Israel's Self-Delegitimization Movement
Sorry about the blog silence. We've been gallivanting around southern Israel, and the hi-tech Start-Up Nation seems to end somewhere just south of Beersheva. After that it's pretty much the Camels-and-Schwarma Nation. Which isn't a bad thing, but as an ardent Ben-Gurionist (friend-of-Goldblog Faye Bittker, the Voice of the South, arranged for us an excellent tour of the Ben-Gurion archives at Sde Boker yesterday; the junior Goldblogs will one day come to appreciate what they learned), I'm a big believer in settling the desert. As opposed to settling other parts of Biblical Israel. From Ethan Bronner:
In the West Bank, most of the building in recent years has been in large settlements relatively close to Israel that are widely expected to be annexed to it by swapping land elsewhere in a future deal. These include the large settlements of Maale Adumim, Gush Etzion bloc, Betar Illit and Modiin Illit.
Building in those areas generally requires government tenders, and those have been slower in coming lately. The intense recent growth has been more in private building, mostly in smaller and more remote settlements, places with names like Tapuach, Talmon, Ofra, Eli and Shiloh. A number of unauthorized outposts are also seeing substantial growth. The Defense Ministry is in charge of all activity in the West Bank and has the authority to stop even private construction, although it may end up paying compensation.
I would like someone in the Netanyahu government to please explain the plan here. It would make things so much easier to understand if we just knew the plan. Is the plan to continue settling Judea and Samaria so that there is no chance whatsoever of creating a Palestinian state? And if this is the plan, then what happens to those Palestinians who are being denied a state? Will they be absorbed into democratic Israel, thus bringing about an end to the idea that there should be a single small country on earth where Jews can be a majority? Or are they going to be denied democratic rights, in which case, well, Israel as we know it will cease to exist. Or is there some other plan? Or -- maybe -- there is no plan. Maybe these things just happen.
But these settlements come with a price. I don't believe that the Boycott-the-Jewish-State movement is motivated by the presence of settlements on the West Bank; it is motivated by something much, much darker. But the question must be asked: Why would Israel's government acquiesce to the building of settlements that serve only to hurt Israel's reputation among people who are on the fence? Put aside the arguments about what the Palestinians as a people deserve, and put aside the arguments about Israel's demographic future. Even right-wingers agree that Israel's reputation in the world is the lowest it has ever been. Why drive it even lower? So, again: What is the plan?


- [PROBLEM STATEMENT] Among the records that follow, how many lines contain the word "apple"? Give the number and no other words.

___

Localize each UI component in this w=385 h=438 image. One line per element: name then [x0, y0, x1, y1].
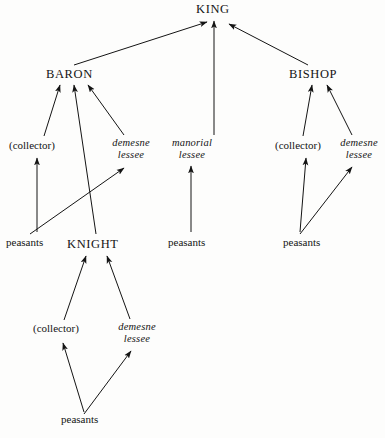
node-baron-label: BARON [46, 67, 93, 81]
node-peasants-baron[interactable]: peasants [6, 236, 43, 248]
edge-baron-demesne-to-baron [88, 85, 124, 135]
edge-bishop-to-king [229, 24, 308, 65]
edge-bishop-collector-to-bishop [303, 85, 312, 136]
node-bishop-demesne-lessee-line2: lessee [334, 149, 384, 161]
node-bishop-collector-label: (collector) [275, 139, 321, 151]
node-manorial-lessee-line1: manorial [168, 137, 216, 149]
node-baron-collector[interactable]: (collector) [9, 139, 55, 151]
edge-knight-demesne-to-knight [107, 256, 130, 319]
edge-peasants-to-bishop-collector [300, 158, 306, 232]
node-manorial-lessee-line2: lessee [168, 149, 216, 161]
node-baron-demesne-lessee-line2: lessee [106, 149, 156, 161]
node-king-label: KING [196, 2, 230, 16]
node-knight-label: KNIGHT [67, 237, 119, 251]
edge-peasants-to-bishop-demesne [300, 167, 352, 234]
node-peasants-manorial[interactable]: peasants [168, 236, 205, 248]
node-peasants-knight[interactable]: peasants [61, 413, 98, 425]
node-knight-demesne-lessee[interactable]: demesne lessee [112, 321, 162, 345]
edge-knight-to-baron [74, 85, 96, 234]
edge-knight-collector-to-knight [64, 256, 86, 320]
node-knight-collector[interactable]: (collector) [33, 322, 79, 334]
node-king[interactable]: KING [196, 2, 230, 16]
edge-peasants-to-baron-demesne [30, 168, 124, 234]
node-peasants-manorial-label: peasants [168, 236, 205, 248]
node-knight-demesne-lessee-line2: lessee [112, 333, 162, 345]
node-knight-collector-label: (collector) [33, 322, 79, 334]
node-bishop[interactable]: BISHOP [289, 67, 337, 81]
node-baron-demesne-lessee-line1: demesne [106, 137, 156, 149]
node-knight-demesne-lessee-line1: demesne [112, 321, 162, 333]
node-bishop-demesne-lessee[interactable]: demesne lessee [334, 137, 384, 161]
node-baron[interactable]: BARON [46, 67, 93, 81]
edge-baron-collector-to-baron [44, 85, 60, 136]
node-bishop-demesne-lessee-line1: demesne [334, 137, 384, 149]
node-knight[interactable]: KNIGHT [67, 237, 119, 251]
node-baron-collector-label: (collector) [9, 139, 55, 151]
node-peasants-knight-label: peasants [61, 413, 98, 425]
feudal-hierarchy-diagram: KING BARON BISHOP (collector) demesne le… [0, 0, 385, 438]
edge-bishop-demesne-to-bishop [327, 85, 352, 135]
node-manorial-lessee[interactable]: manorial lessee [168, 137, 216, 161]
edge-peasants-to-knight-collector [63, 343, 84, 412]
edge-baron-to-king [74, 22, 207, 65]
node-baron-demesne-lessee[interactable]: demesne lessee [106, 137, 156, 161]
edge-layer [0, 0, 385, 438]
node-bishop-collector[interactable]: (collector) [275, 139, 321, 151]
node-bishop-label: BISHOP [289, 67, 337, 81]
node-peasants-bishop-label: peasants [283, 236, 320, 248]
edge-peasants-to-knight-demesne [84, 351, 131, 414]
node-peasants-bishop[interactable]: peasants [283, 236, 320, 248]
node-peasants-baron-label: peasants [6, 236, 43, 248]
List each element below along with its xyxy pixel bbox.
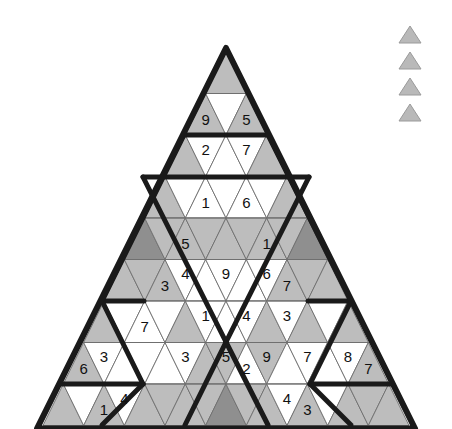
cell-value: 3 <box>161 277 169 294</box>
cell-value: 2 <box>242 360 250 377</box>
cell-value: 2 <box>201 141 209 158</box>
cell-value: 3 <box>100 348 108 365</box>
marker-3-triangle-icon <box>399 78 421 95</box>
cell-value: 6 <box>262 265 270 282</box>
cell-value: 5 <box>181 235 189 252</box>
cell-value: 7 <box>283 277 291 294</box>
cell-value: 1 <box>262 235 270 252</box>
cell-value: 4 <box>120 390 128 407</box>
cell-value: 9 <box>201 111 209 128</box>
legend-markers <box>399 26 421 121</box>
puzzle-canvas: 952716513496771436335297871443 <box>0 0 452 429</box>
cell-value: 4 <box>181 265 189 282</box>
cell-value: 3 <box>181 348 189 365</box>
cell-value: 4 <box>283 390 291 407</box>
marker-2-triangle-icon <box>399 52 421 69</box>
cell-value: 7 <box>140 318 148 335</box>
cell-value: 5 <box>222 348 230 365</box>
cell-value: 8 <box>344 348 352 365</box>
cell-value: 3 <box>303 401 311 418</box>
cell-value: 1 <box>201 194 209 211</box>
cell-value: 5 <box>242 111 250 128</box>
cell-value: 9 <box>262 348 270 365</box>
triangular-sudoku-board[interactable]: 952716513496771436335297871443 <box>0 0 452 429</box>
cell-value: 6 <box>79 360 87 377</box>
marker-4-triangle-icon <box>399 104 421 121</box>
cell-value: 7 <box>242 141 250 158</box>
cell-value: 7 <box>364 360 372 377</box>
cell-value: 3 <box>283 307 291 324</box>
cell-value: 1 <box>201 307 209 324</box>
cell-value: 7 <box>303 348 311 365</box>
cell-value: 4 <box>242 307 250 324</box>
marker-1-triangle-icon <box>399 26 421 43</box>
cell-value: 6 <box>242 194 250 211</box>
cells-layer[interactable] <box>43 52 409 426</box>
cell-value: 1 <box>100 401 108 418</box>
cell-value: 9 <box>222 265 230 282</box>
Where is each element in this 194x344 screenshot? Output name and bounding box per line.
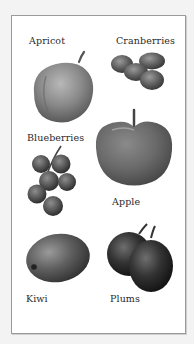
label-cranberries: Cranberries: [116, 35, 175, 46]
kiwi-image: [23, 230, 93, 286]
label-blueberries: Blueberries: [27, 132, 84, 143]
label-apricot: Apricot: [29, 35, 65, 46]
plums-image: [103, 222, 179, 294]
label-apple: Apple: [112, 196, 140, 207]
fruit-illustration-panel: Apricot Cranberries: [11, 15, 186, 334]
cranberries-image: [108, 50, 168, 94]
apple-image: [90, 108, 176, 188]
label-kiwi: Kiwi: [26, 293, 48, 304]
label-plums: Plums: [110, 293, 140, 304]
blueberries-image: [25, 144, 81, 218]
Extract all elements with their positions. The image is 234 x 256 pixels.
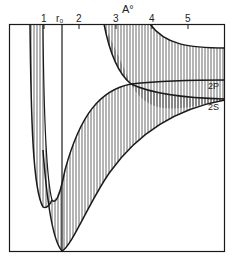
tick-label-r0: r₀: [56, 14, 63, 24]
tick-label-3: 3: [113, 14, 119, 24]
tick-label-2: 2: [76, 14, 82, 24]
axis-unit-label: A°: [122, 4, 134, 15]
tick-label-1: 1: [41, 14, 47, 24]
main-well-band: [43, 80, 225, 251]
potential-energy-diagram: [0, 0, 234, 256]
tick-label-4: 4: [149, 14, 155, 24]
tick-label-5: 5: [185, 14, 191, 24]
curve-label-2s: 2S: [208, 103, 219, 112]
curve-label-2p: 2P: [208, 82, 219, 91]
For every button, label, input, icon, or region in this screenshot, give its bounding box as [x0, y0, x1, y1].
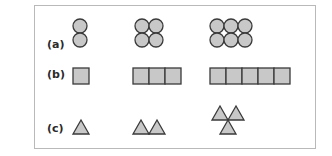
triangle-icon	[73, 120, 89, 134]
circle-icon	[73, 19, 87, 33]
square-icon	[133, 68, 149, 84]
shapes-diagram	[0, 0, 332, 156]
circle-icon	[238, 19, 252, 33]
triangle-group-1	[73, 120, 89, 134]
triangle-icon	[228, 106, 244, 120]
square-group-3	[133, 68, 181, 84]
square-group-1	[73, 68, 89, 84]
circle-icon	[210, 33, 224, 47]
circle-icon	[73, 33, 87, 47]
square-icon	[149, 68, 165, 84]
triangle-icon	[133, 120, 149, 134]
triangle-group-2	[133, 120, 165, 134]
square-icon	[258, 68, 274, 84]
circle-icon	[149, 33, 163, 47]
circle-icon	[224, 19, 238, 33]
square-icon	[73, 68, 89, 84]
square-icon	[165, 68, 181, 84]
square-icon	[226, 68, 242, 84]
circle-icon	[224, 33, 238, 47]
triangle-icon	[212, 106, 228, 120]
triangle-icon	[220, 120, 236, 134]
circle-icon	[210, 19, 224, 33]
square-icon	[242, 68, 258, 84]
triangle-icon	[149, 120, 165, 134]
circle-group-4	[135, 19, 163, 47]
circle-icon	[238, 33, 252, 47]
square-icon	[274, 68, 290, 84]
circle-group-6	[210, 19, 252, 47]
square-group-5	[210, 68, 290, 84]
circle-icon	[135, 19, 149, 33]
triangle-group-3	[212, 106, 244, 134]
circle-group-2	[73, 19, 87, 47]
square-icon	[210, 68, 226, 84]
circle-icon	[135, 33, 149, 47]
circle-icon	[149, 19, 163, 33]
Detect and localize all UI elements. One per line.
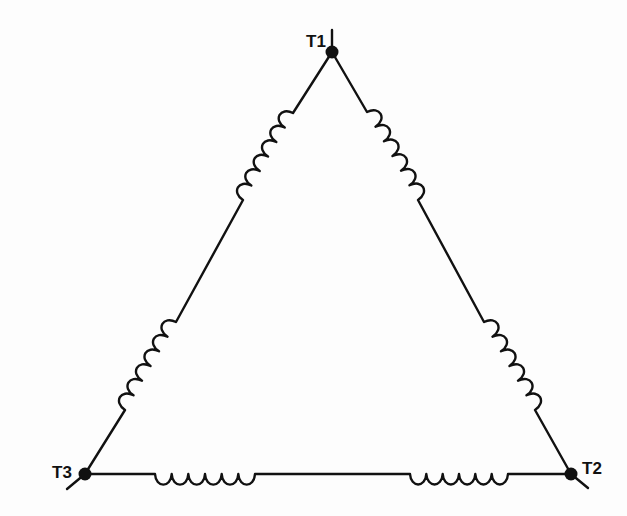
right-side-winding bbox=[332, 52, 571, 474]
terminal-dot-t3 bbox=[79, 468, 92, 481]
terminals: T1T2T3 bbox=[52, 30, 602, 489]
left-side-winding bbox=[85, 52, 332, 474]
terminal-label-t2: T2 bbox=[582, 459, 602, 478]
terminal-dot-t2 bbox=[565, 468, 578, 481]
terminal-label-t1: T1 bbox=[306, 32, 326, 51]
bottom-side-winding bbox=[85, 474, 571, 485]
delta-winding-diagram: T1T2T3 bbox=[0, 0, 627, 516]
terminal-dot-t1 bbox=[326, 46, 339, 59]
terminal-label-t3: T3 bbox=[52, 463, 72, 482]
winding-wires bbox=[85, 52, 571, 485]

___

- [RESPONSE AREA] 2